Enter “immune amnesia”, a mysterious phenomenon that’s been with us for millennia, though it was only discovered in 2012. Essentially, when you’re infected with measles, your immune system abruptly forgets every pathogen it’s ever encountered before β every cold, every bout of flu, every exposure to bacteria or viruses in the environment, every vaccination. The loss is near-total and permanent. Once the measles infection is over, current evidence suggests that your body has to re-learn what’s good and what’s bad almost from scratch.
“In a way, infection of the measles virus basically sets the immune system to default mode,” says Mansour Haeryfar, a professor of immunology at Western University, Canada, “as if it has never encountered any microbes in the past”.
This re-learning process takes up to three years, which “around the time it takes infants to acquire immunity to everyday pathogens in the first place”. In the meantime…
It’s not surprising, then, that measles doesn’t just increase the risk of illness, but also death. In fact, childhood mortality from other viruses is strongly linked to the incidence of measles. The 2015 study showed that when childhood mortality in the UK, US, or Denmark goes up, this is usually because measles has become more prevalent.
The findings explain why vaccinating children against measles has the unexpected, beneficial side-effect of reducing deaths among children, way beyond the numbers who were ever at risk of dying from measles itself.

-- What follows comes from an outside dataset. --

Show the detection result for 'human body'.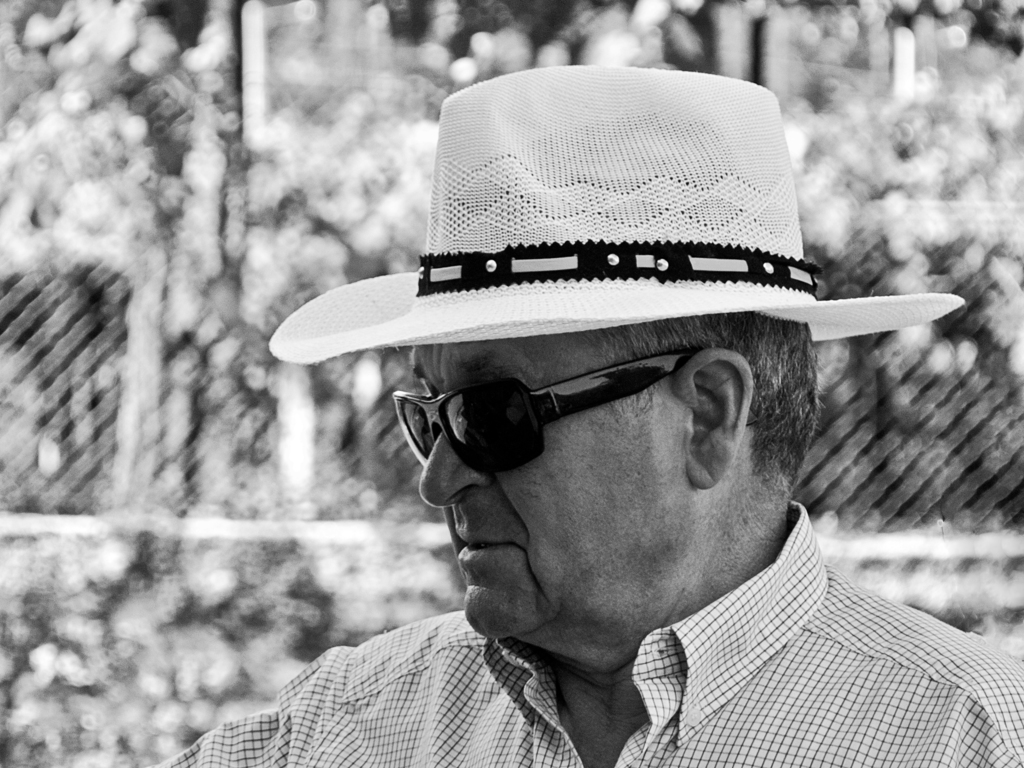
147:312:1023:767.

Of course, an extremely effective and safe vaccine offers protection against both measles and the immune amnesia it causes. But with the steep rise in anti-vaccination sentiment during the pandemic and the increasing willingness of conservative leaders to disregard public health protections in favor of “individual freedom”, widely vaccinating against this dangerous pathogen in the US & elsewhere will be more difficult than in the past.